By TozenNews Editorial Team3 min read

Quantum Sensor Breakthrough at Imperial College Opens New Window on Dark Matter

Physicists at Imperial College London have demonstrated, for the first time under realistic laboratory conditions, that a quantum sensing technique designed to find dark matter and primordial gravitational waves can actually work. The result, published in Nature, is the first experimental proof of a key principle that next-generation detectors will depend on.

The problem the team solved

Atom interferometers are among the most sensitive instruments in existence. They use lasers to split clouds of ultracold atoms into quantum superposition states, let them evolve, and then bring them back together. Tiny changes in the recombination pattern reveal disturbances in space, time, or the atoms themselves. In principle, this makes them ideal for detecting dark matter fields or gravitational waves from the early universe.
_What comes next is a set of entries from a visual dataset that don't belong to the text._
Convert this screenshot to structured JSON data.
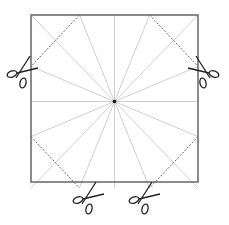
{
  "diagram": {
    "square": {
      "x": 31,
      "y": 15,
      "size": 167,
      "stroke": "#6e6e6e"
    },
    "center": {
      "x": 114.5,
      "y": 101.5
    },
    "ray_color": "#c8c8c8",
    "dash_color": "#555555",
    "rays": [
      [
        114.5,
        15
      ],
      [
        149.6,
        15
      ],
      [
        198,
        15
      ],
      [
        198,
        66.4
      ],
      [
        198,
        101.5
      ],
      [
        198,
        136.6
      ],
      [
        198,
        188
      ],
      [
        149.6,
        188
      ],
      [
        114.5,
        188
      ],
      [
        79.4,
        188
      ],
      [
        31,
        188
      ],
      [
        31,
        136.6
      ],
      [
        31,
        101.5
      ],
      [
        31,
        66.4
      ],
      [
        31,
        15
      ],
      [
        79.4,
        15
      ]
    ],
    "cut_lines": [
      {
        "name": "top-left",
        "from": [
          79.4,
          15
        ],
        "to": [
          31,
          66.4
        ]
      },
      {
        "name": "top-right",
        "from": [
          149.6,
          15
        ],
        "to": [
          198,
          66.4
        ]
      },
      {
        "name": "bottom-left",
        "from": [
          31,
          136.6
        ],
        "to": [
          79.4,
          188
        ]
      },
      {
        "name": "bottom-right",
        "from": [
          198,
          136.6
        ],
        "to": [
          149.6,
          188
        ]
      }
    ],
    "scissors": [
      {
        "name": "left",
        "x": 18,
        "y": 72,
        "rotate": 0
      },
      {
        "name": "right",
        "x": 208,
        "y": 72,
        "rotate": 0,
        "mirror": true
      },
      {
        "name": "bottom-left",
        "x": 84,
        "y": 198,
        "rotate": 0
      },
      {
        "name": "bottom-right",
        "x": 140,
        "y": 198,
        "rotate": 0
      }
    ]
  }
}
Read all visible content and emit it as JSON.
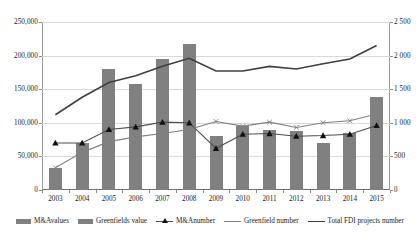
{
  "chart_data": {
    "type": "bar",
    "title": "",
    "subtitle": "",
    "xlabel": "",
    "ylabel": "",
    "categories": [
      "2003",
      "2004",
      "2005",
      "2006",
      "2007",
      "2008",
      "2009",
      "2010",
      "2011",
      "2012",
      "2013",
      "2014",
      "2015"
    ],
    "y_left": {
      "label": "",
      "ticks": [
        "0",
        "50,000",
        "100,000",
        "150,000",
        "200,000",
        "250,000"
      ],
      "tick_values": [
        0,
        50000,
        100000,
        150000,
        200000,
        250000
      ],
      "ylim": [
        0,
        250000
      ]
    },
    "y_right": {
      "label": "",
      "ticks": [
        "0",
        "500",
        "1 000",
        "1 500",
        "2 000",
        "2 500"
      ],
      "tick_values": [
        0,
        500,
        1000,
        1500,
        2000,
        2500
      ],
      "ylim": [
        0,
        2500
      ]
    },
    "grid": true,
    "legend_position": "bottom",
    "series": [
      {
        "name": "M&Avalues",
        "type": "bar",
        "axis": "left",
        "color": "#808080",
        "values": [
          33000,
          70000,
          180000,
          158000,
          195000,
          217000,
          80000,
          95000,
          90000,
          88000,
          70000,
          85000,
          138000
        ]
      },
      {
        "name": "Greenfields value",
        "type": "bar",
        "axis": "left",
        "color": "#808080",
        "values": [
          33000,
          70000,
          180000,
          158000,
          195000,
          217000,
          80000,
          95000,
          90000,
          88000,
          70000,
          85000,
          138000
        ]
      },
      {
        "name": "M&Anumber",
        "type": "line-marker",
        "axis": "right",
        "color": "#4d4d4d",
        "marker": "triangle",
        "values": [
          700,
          700,
          900,
          940,
          1010,
          1000,
          620,
          830,
          840,
          800,
          810,
          830,
          960
        ]
      },
      {
        "name": "Greenfield number",
        "type": "line",
        "axis": "right",
        "color": "#808080",
        "values": [
          330,
          560,
          720,
          790,
          840,
          900,
          1020,
          950,
          1010,
          930,
          1000,
          1030,
          1130
        ]
      },
      {
        "name": "Total FDI projects number",
        "type": "line",
        "axis": "right",
        "color": "#3f3f3f",
        "values": [
          1120,
          1380,
          1600,
          1700,
          1840,
          1960,
          1770,
          1770,
          1840,
          1800,
          1880,
          1950,
          2150
        ]
      }
    ]
  },
  "legend": {
    "items": [
      {
        "label": "M&Avalues",
        "marker": "bar",
        "color": "#808080"
      },
      {
        "label": "Greenfields value",
        "marker": "bar",
        "color": "#808080"
      },
      {
        "label": "M&Anumber",
        "marker": "line-triangle",
        "color": "#4d4d4d"
      },
      {
        "label": "Greenfield number",
        "marker": "line",
        "color": "#808080"
      },
      {
        "label": "Total FDI projects number",
        "marker": "line",
        "color": "#3f3f3f"
      }
    ]
  }
}
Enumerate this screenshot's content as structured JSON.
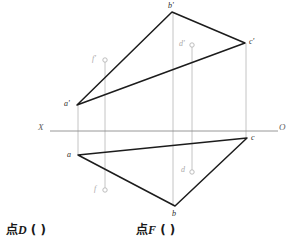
{
  "drawing": {
    "title_prompts": [
      {
        "id": "point-d",
        "prefix": "点",
        "letter": "D",
        "answer_blank": "(      )"
      },
      {
        "id": "point-f",
        "prefix": "点",
        "letter": "F",
        "answer_blank": "(      )"
      }
    ],
    "axis": {
      "left_label": "X",
      "right_label": "O",
      "y": 131,
      "x_start": 50,
      "x_end": 278,
      "color": "#8c8c8c"
    },
    "colors": {
      "outline": "#1c1c1c",
      "projector": "#b5b5b5",
      "axis": "#8c8c8c",
      "label": "#2b2b2b",
      "label_faint": "#a9a9a9",
      "background": "#ffffff"
    },
    "frontal_triangle": {
      "name": "frontal-projection-triangle",
      "points": "77,105 172,12 245,43",
      "vertices": [
        {
          "label": "b'",
          "x": 172,
          "y": 12,
          "lx": 168,
          "ly": 2
        },
        {
          "label": "c'",
          "x": 245,
          "y": 43,
          "lx": 249,
          "ly": 38
        },
        {
          "label": "a'",
          "x": 77,
          "y": 105,
          "lx": 64,
          "ly": 100
        }
      ]
    },
    "horizontal_triangle": {
      "name": "horizontal-projection-triangle",
      "points": "78,155 175,206 247,138",
      "vertices": [
        {
          "label": "a",
          "x": 78,
          "y": 155,
          "lx": 67,
          "ly": 151
        },
        {
          "label": "b",
          "x": 175,
          "y": 206,
          "lx": 172,
          "ly": 210
        },
        {
          "label": "c",
          "x": 247,
          "y": 138,
          "lx": 251,
          "ly": 134
        }
      ]
    },
    "projector_lines": [
      {
        "name": "projector-a",
        "x": 78,
        "y1": 105,
        "y2": 155
      },
      {
        "name": "projector-b",
        "x": 173,
        "y1": 12,
        "y2": 206
      },
      {
        "name": "projector-c",
        "x": 246,
        "y1": 43,
        "y2": 138
      },
      {
        "name": "projector-f",
        "x": 105,
        "y1": 60,
        "y2": 190
      },
      {
        "name": "projector-d",
        "x": 192,
        "y1": 45,
        "y2": 172
      }
    ],
    "free_points": [
      {
        "name": "point-f-frontal",
        "label": "f'",
        "x": 105,
        "y": 60,
        "lx": 92,
        "ly": 55,
        "r": 2.2
      },
      {
        "name": "point-f-horizontal",
        "label": "f",
        "x": 105,
        "y": 190,
        "lx": 94,
        "ly": 185,
        "r": 2.2
      },
      {
        "name": "point-d-frontal",
        "label": "d'",
        "x": 192,
        "y": 45,
        "lx": 179,
        "ly": 40,
        "r": 2.2
      },
      {
        "name": "point-d-horizontal",
        "label": "d",
        "x": 192,
        "y": 172,
        "lx": 181,
        "ly": 166,
        "r": 2.2
      }
    ]
  }
}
The catch is laser phase noise. The lasers that control the experiment produce fluctuations orders of magnitude larger than the signals scientists are trying to detect. On a single interferometer, that noise swamps the measurement completely.

The solution, long theorized but never experimentally confirmed, is differential sensing. If two interferometers operate simultaneously and share the same laser, they share much of the noise. Compare the two outputs, and the common noise cancels. The signal, if there is one, survives.

What the prototype demonstrated

In the Imperial Ultracold Strontium Laboratory, the team built a tabletop prototype using two spatially separated clouds of ultracold strontium-87 atoms, controlled by a single ultrastable clock laser. They deliberately injected artificial phase noise far exceeding normal laser fluctuations, simulating the conditions expected in a large-scale facility.

Each interferometer individually became useless under the introduced noise, with both signals completely buried. When the team compared the two outputs, the noise canceled. The combined measurement reached the Standard Quantum Limit, the fundamental boundary set by quantum mechanics itself rather than by engineering imperfections.

The team then added an oscillating signal designed to mimic a passing gravitational wave or a dark matter field. The paired interferometers detected it clearly. Neither instrument alone contained usable information. That's the result that matters.

What this opens up

The AION collaboration, which led this work, is now developing plans for AION-10, a 10-meter vertical interferometer at Oxford's Beecroft Building, targeting data collection before 2030. After that, a 100-meter facility at the Boulby Underground Laboratory in North Yorkshire, where natural rock provides shielding from cosmic ray interference.

The ultimate ambition is a kilometer-scale detector. At that size, the instrument could detect gravitational waves in a mid-frequency band that neither LIGO nor the space-based LISA mission covers, and search for ultralight dark matter, a class of particles that may explain what most of the universe is made of.

Professor Oliver Buchmueller, principal investigator at AION, noted the technique is also directly relevant for MAGIS at Fermilab and the proposed AICE facility at CERN. "This work marks an important milestone towards future large-scale quantum sensors for fundamental physics."

Why this matters for physics

Dark matter accounts for roughly 27% of the universe's total mass-energy, but no experiment has directly detected it. Every indirect measurement confirms it's there. What it actually is remains one of the biggest open questions in physics. A kilometer-scale atom interferometer, if the differential technique scales as the theory predicts, would probe regions of parameter space that no current experiment can reach. That's not a guarantee of detection. It is the first credible path to looking for dark matter in places we haven't yet been able to look.

Filed under:Science
Science

Your Drinking Water May Be Helping Bacteria Outsmart Disinfectants

A Virginia Tech-led study finds that nanoplastics in drinking water pipes strengthen bacterial biofilms, making them harder to kill with standard disinfectants. A separate study found nanoplastic levels in tap and bottled water are 10 to 100 times higher than previous estimates.